Awards will be conveyed at May 6-7 event
LOWER TOWNSHIP – In preparation for the May 6-7 Coast Guard Community Festival, County Freeholders voted unanimously on April 25 to recognize two individuals who will be honored with special designations at the Festival: Tracey Grant as the “Coast Guard Community Spouse of the Year,” and Lantz Bowman as the 2017 “Community Coast Guardian.”
The Coast Guard Spouse award is presented annually to a Coast Guard spouse who has provided exemplary support for his or her active duty spouse and family, and who also has enriched the wider community. In recognizing Grant’s selection for this award, Freeholders said she has “inspired friends and family alike” in the manner with which she has adapted – and helped her family adapt – to the multiple geographic relocations that most Coast Guard families experience.
Grant has insisted that her family spend its first year at each new locale as a “Year of Yes,” Freeholders noted, and that means saying “yes” to as many new local experiences and activities as possible. It’s an approach intended to create meaningful immersion and a sense of community.
“What a great, pro-active approach to a challenge,” said Cape May County Freeholder Will Morey. “And our own community – the County – gets a double benefit: not only do we have a new Coast Guard family in town, but we have residents joining ongoing community activities.”

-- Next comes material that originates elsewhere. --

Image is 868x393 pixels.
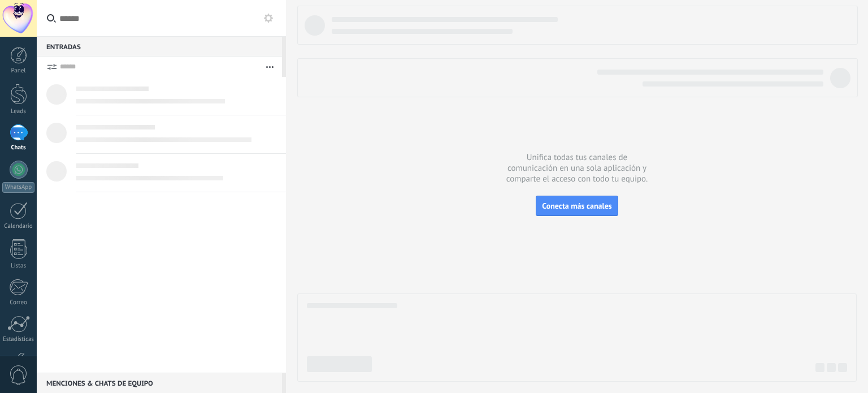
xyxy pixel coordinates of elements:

Grant is married to Lieutenant Commander Andrew Grant, an attorney and active Coast Guardsman stationed at TRACEN Cape May for the past two years. During that time, she has actively volunteered with both the Cape May County Animal Shelter and Adoption Center – where she is qualified as an animal handler who feeds, grooms, walks and socializes pets to aid in their adoption – and assisting at the Mid-Atlantic Center for the Arts, where she serves on MAC’s Volunteer Committee and boosts activities such as the holiday tour of homes.
Grant also is actively involved in the Jersey Cape Military Spouses’ Club, serving as a liaison between the club and MAC, performing committee tasks, and helping with activities such as the provision of holiday stockings to hundreds of recruits undergoing training each year. The Freeholders’ April 25 Resolution notes that the holiday event “provides encouragement and eases the emotional strain for young service members away from home during the holidays for the first time.”

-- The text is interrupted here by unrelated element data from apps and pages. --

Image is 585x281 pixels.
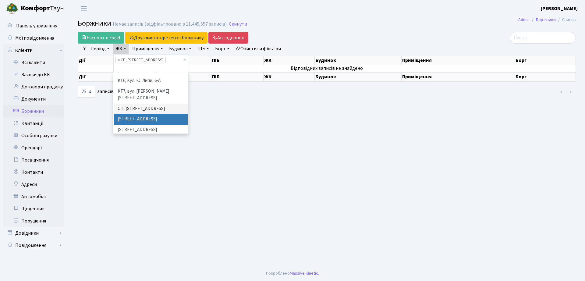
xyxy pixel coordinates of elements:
a: Скинути [229,21,247,27]
a: [PERSON_NAME] [540,5,577,12]
img: logo.png [6,2,18,15]
input: Пошук... [509,32,575,44]
a: Повідомлення [3,239,64,251]
th: Будинок [314,56,401,65]
th: Приміщення [401,72,515,81]
a: Особові рахунки [3,129,64,142]
li: Список [555,16,575,23]
a: Довідники [3,227,64,239]
span: Таун [21,3,64,14]
li: СП, [STREET_ADDRESS] [114,104,188,114]
a: Боржники [536,16,555,23]
button: Друк листа-претензії боржнику [125,32,207,44]
div: Немає записів (відфільтровано з 11,445,557 записів). [113,21,227,27]
button: Переключити навігацію [76,3,91,13]
a: Автомобілі [3,190,64,202]
a: ЖК [113,44,128,54]
li: КТ6, вул. Ю. Липи, 6-А [114,76,188,86]
a: Посвідчення [3,154,64,166]
a: Боржники [3,105,64,117]
th: Борг [515,56,575,65]
a: Щоденник [3,202,64,215]
span: Панель управління [16,23,57,29]
td: Відповідних записів не знайдено [78,65,575,72]
span: Боржники [78,18,111,29]
a: Massive Kinetic [290,270,318,276]
select: записів на сторінці [78,86,95,97]
a: Квитанції [3,117,64,129]
a: Панель управління [3,20,64,32]
a: Автодозвон [208,32,248,44]
a: Приміщення [130,44,165,54]
a: Контакти [3,166,64,178]
a: Всі клієнти [3,56,64,68]
a: ПІБ [195,44,211,54]
div: Розроблено . [266,270,319,276]
th: Приміщення [401,56,515,65]
a: Будинок [167,44,194,54]
a: Мої повідомлення [3,32,64,44]
th: Борг [515,72,575,81]
li: КТ7, вул. [PERSON_NAME][STREET_ADDRESS] [114,86,188,104]
li: СП, Наддніпрянське шосе, 2а [115,57,166,63]
a: Документи [3,93,64,105]
a: Заявки до КК [3,68,64,81]
a: Порушення [3,215,64,227]
span: Мої повідомлення [15,35,54,41]
label: записів на сторінці [78,86,139,97]
span: Видалити всі елементи [183,57,185,63]
a: Експорт в Excel [78,32,124,44]
th: ЖК [263,72,314,81]
a: Admin [518,16,529,23]
a: Орендарі [3,142,64,154]
th: ПІБ [211,72,263,81]
nav: breadcrumb [509,13,585,26]
span: × [118,57,120,63]
a: Договори продажу [3,81,64,93]
a: Адреси [3,178,64,190]
th: ЖК [263,56,314,65]
th: Будинок [314,72,401,81]
li: [STREET_ADDRESS] [114,125,188,135]
th: Дії [78,72,150,81]
b: Комфорт [21,3,50,13]
th: ПІБ [211,56,263,65]
li: [STREET_ADDRESS] [114,114,188,125]
a: Борг [212,44,232,54]
a: Очистити фільтри [233,44,283,54]
th: Дії [78,56,150,65]
a: Клієнти [3,44,64,56]
a: Період [88,44,112,54]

In addition to these activities, Grant is leader of the Guardian Spouse program at TRACEN, a group that provides guidance to new military spouses about the benefits and challenges of military life. She has created an innovative outreach program that uses computer-based training modules to provide the families of new recruits with timely information about insurance, pay, financial management, moving household goods and a host of other topics creating a more involved and informed family experience.
Like the spousal award, the annual Community Coast Guardian award seeks to honor an individual with a distinguished record of volunteer service to the local community. This year’s winner, Lantz Bowman, is an active duty Coast Guard Machinery Technician at TRACEN, who joined the Coast Guard in August 2009 and previously served in Omaha, Neb., Clearwater, Fla. and Morgan City, La.

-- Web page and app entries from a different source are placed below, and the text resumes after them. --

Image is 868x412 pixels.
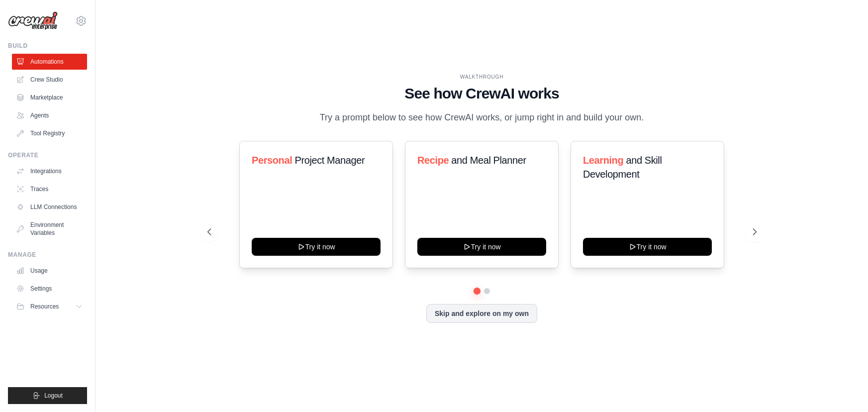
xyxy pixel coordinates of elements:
button: Resources [12,299,87,315]
a: Crew Studio [12,71,87,88]
button: Try it now [417,238,546,256]
a: Automations [12,54,87,70]
span: Recipe [417,155,448,165]
div: Build [8,42,87,50]
a: Agents [12,108,87,124]
div: Manage [8,251,87,259]
span: Resources [31,303,59,311]
button: Logout [8,387,87,404]
span: Logout [44,392,63,400]
img: Logo [8,11,58,31]
p: Try a prompt below to see how CrewAI works, or jump right in and build your own. [315,111,649,125]
a: LLM Connections [12,199,87,215]
a: Traces [12,181,87,197]
span: and Meal Planner [451,155,525,165]
span: Personal [251,155,292,165]
span: Learning [583,155,623,165]
a: Marketplace [12,90,87,105]
a: Integrations [12,163,87,179]
h1: See how CrewAI works [207,84,756,103]
div: Operate [8,151,87,159]
div: WALKTHROUGH [207,73,756,80]
button: Skip and explore on my own [426,304,537,323]
button: Try it now [583,238,712,256]
a: Environment Variables [12,217,87,241]
a: Usage [12,263,87,279]
a: Tool Registry [12,125,87,141]
a: Settings [12,281,87,296]
span: Project Manager [294,155,365,165]
button: Try it now [251,238,380,256]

Bowman has volunteered over 150 hours on projects at the Nature Center of Cape May, an organization with a long history of interaction with Coast Guard families. Bowman has led efforts in a wide variety of repair and maintenance projects, including grounds and building maintenance, landscaping, painting and much more, all providing significant cost savings to the Nature Center.
His work “equates directly to saving our nonprofit center hundreds if not thousands of dollars,” the Nature Center’s Executive Director Gretchen Whitman told Freeholders in a letter supporting Bowman’s candidacy.
Bowman also assists with the Nature Center’s projects for elementary school students, and he assisted with a reptile educational program for special needs children and adults.
In light of the significance of Bowman’s many contributions, the Nature Center recently presented him with its “Golden Whelk” award, given to a volunteer who goes “above and beyond what is expected.”
Bowman has represented the Coast Guard in media events emphasizing boat safety, has discussed Coast Guard law enforcement with students of Cape May Technical High School, and participates in Coast Guard auxiliary events with children from multiple elementary schools in Cape May County, stressing the importance of safety measures near and on the water.
In their April 25 resolution, Freeholders noted that “through all this service Mr. Bowman has helped shape the quality and reach of multiple community organizations, and has deeply touched and positively affected many lives throughout our community.”
This year’s multi-day Coast Guard Community Festival is the third since the County was honored with the coveted “Coast Guard Community” designation. Bowman and Grant will be given their awards on Sunday, May 7 at a 10 a.m. award ceremony to take place at the Cape May-Lewes Ferry Terminal. On Saturday, May 6, the TRACEN base will be open to the public for displays, activities, music and camaraderie. In past years, the Festival has attracted thousands of attendees.
Readers can find a full schedule of Festival events at www.CoastGuardCommunity.org.